WHISTLING SHADE |
Four Hawks
by Mary Kay RummelThe four black hawks circling above the freeway at twilight must be the four lost brothers of that girl who's walking across the stacked fields carrying her father's ring bunched up in a handkerchief, a wooden stool, a loaf of bread, and a beaker of water in case she gets thirsty. But it's so hard to keep an eye on her as she stumbles across fallow fields and overgrown forests with her hands full of household objects that even her brothers have lost sight of her. They beat their wings and call out their hoarse signal-cry, "kri-i, kri-i." Perhaps they're saying, "sister, sister" in their dark syllables. Or perhaps like real hawks this is their favorite hunting hour when the rabbits and rodents come out to browse in the rustling weeds and bits of violet cloud break away and drift over the river. They balance right above us. We crane our necks to watch them and the sky sucks us into a place so high we forget who we are and what century and what country and what village we belong to and what our names are and what this longing is that seems to swallow all other longings. Then the oldest brother breaks the circle and heads east with the others in his wake. If they've spotted her, or a distant tree branch, or the twitching of a shadow has given them a lead, we'll never know. In seconds we can see black dots spinning over the St. Croix River into Wisconsin pines and we wonder if by now their sister has reached the end of the world and entered the cavern where the hawk brothers sleep and if she'll have time to drink a sip of wine from each of the four beakers and slip her father's ring into the last. And in which country has she left her cumbersome stool, and where has she waylaid her own beaker? And why, when the four hawks cleave through the evening sky and disappear, does the air seem to fill and throb with the light of their leave taking, as if it were us they were leaving behind?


REQUIRED ACTION: Only the lines from the one containing "At what (x,y)" through the end of the data below are to be repeated, exactly as given, without pictures.

[Dataset entries]

╔══

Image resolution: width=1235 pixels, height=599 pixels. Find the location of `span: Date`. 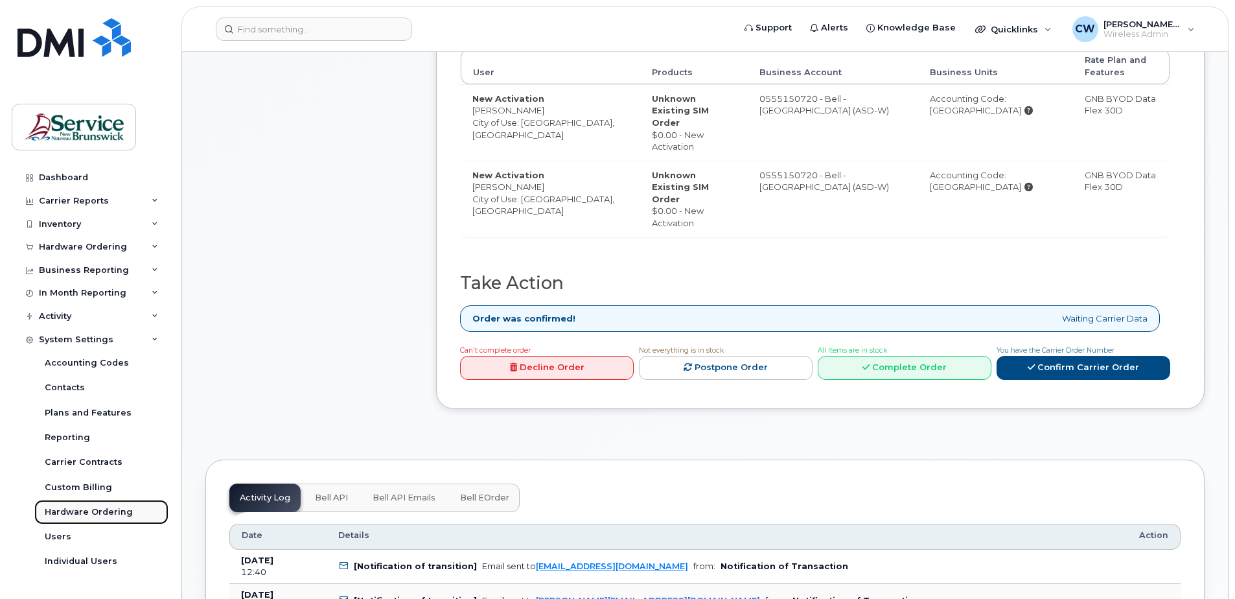

span: Date is located at coordinates (252, 535).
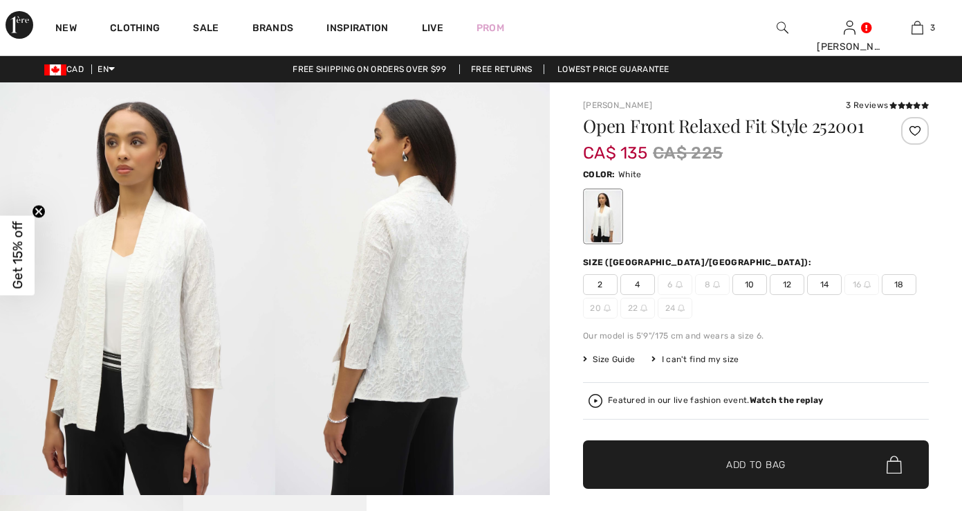  I want to click on strong: Watch the replay, so click(787, 400).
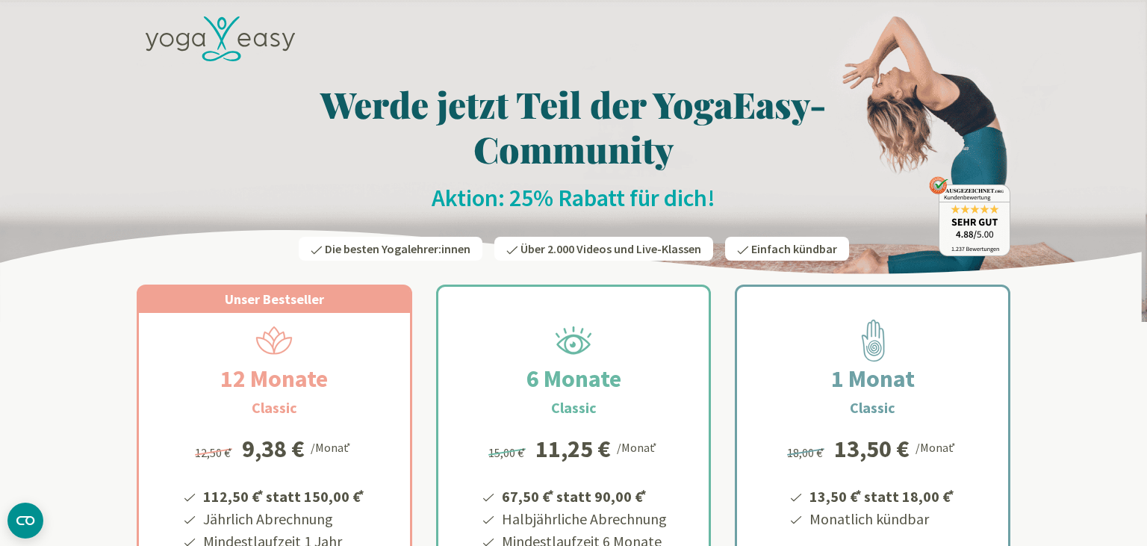  Describe the element at coordinates (882, 495) in the screenshot. I see `li: 13,50 € statt 18,00 €` at that location.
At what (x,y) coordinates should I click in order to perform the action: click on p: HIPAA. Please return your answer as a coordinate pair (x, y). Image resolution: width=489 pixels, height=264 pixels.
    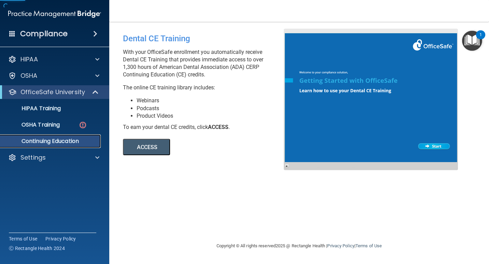
    Looking at the image, I should click on (29, 59).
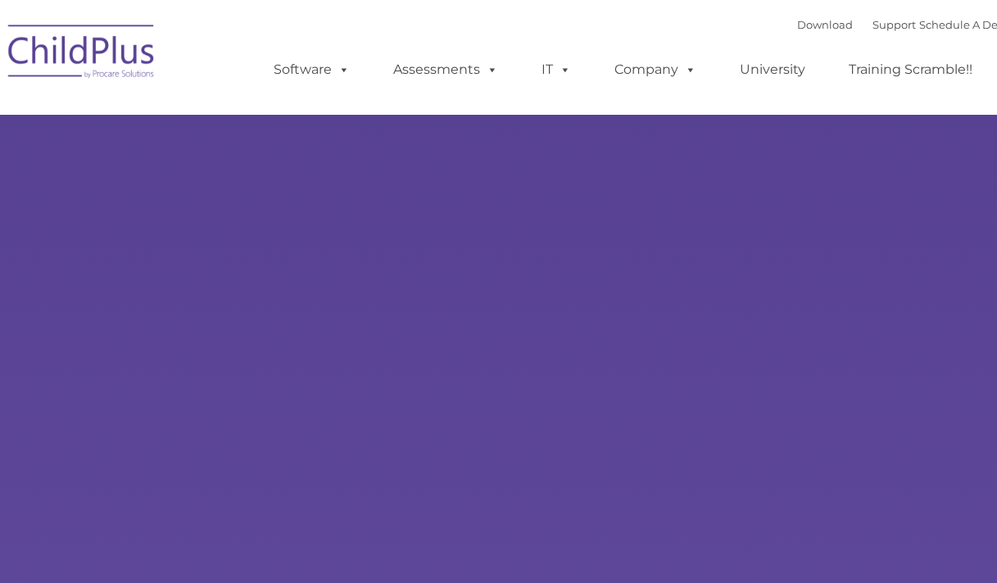  Describe the element at coordinates (773, 70) in the screenshot. I see `a: University` at that location.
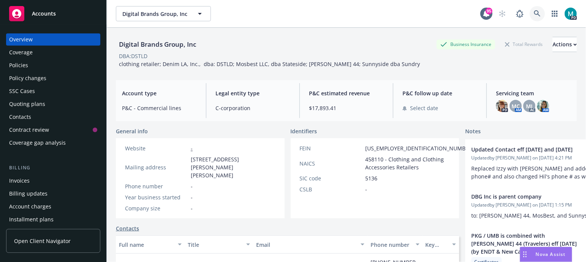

╚══

RESPONSE AREA:
At what (x,y) coordinates should I click in order to perform the action: click on p: HIPAA. Please return your answer as a coordinate pair (x, y). Image resolution: width=489 pixels, height=264 pixels.
    Looking at the image, I should click on (29, 59).
  Describe the element at coordinates (773, 70) in the screenshot. I see `a: University` at that location.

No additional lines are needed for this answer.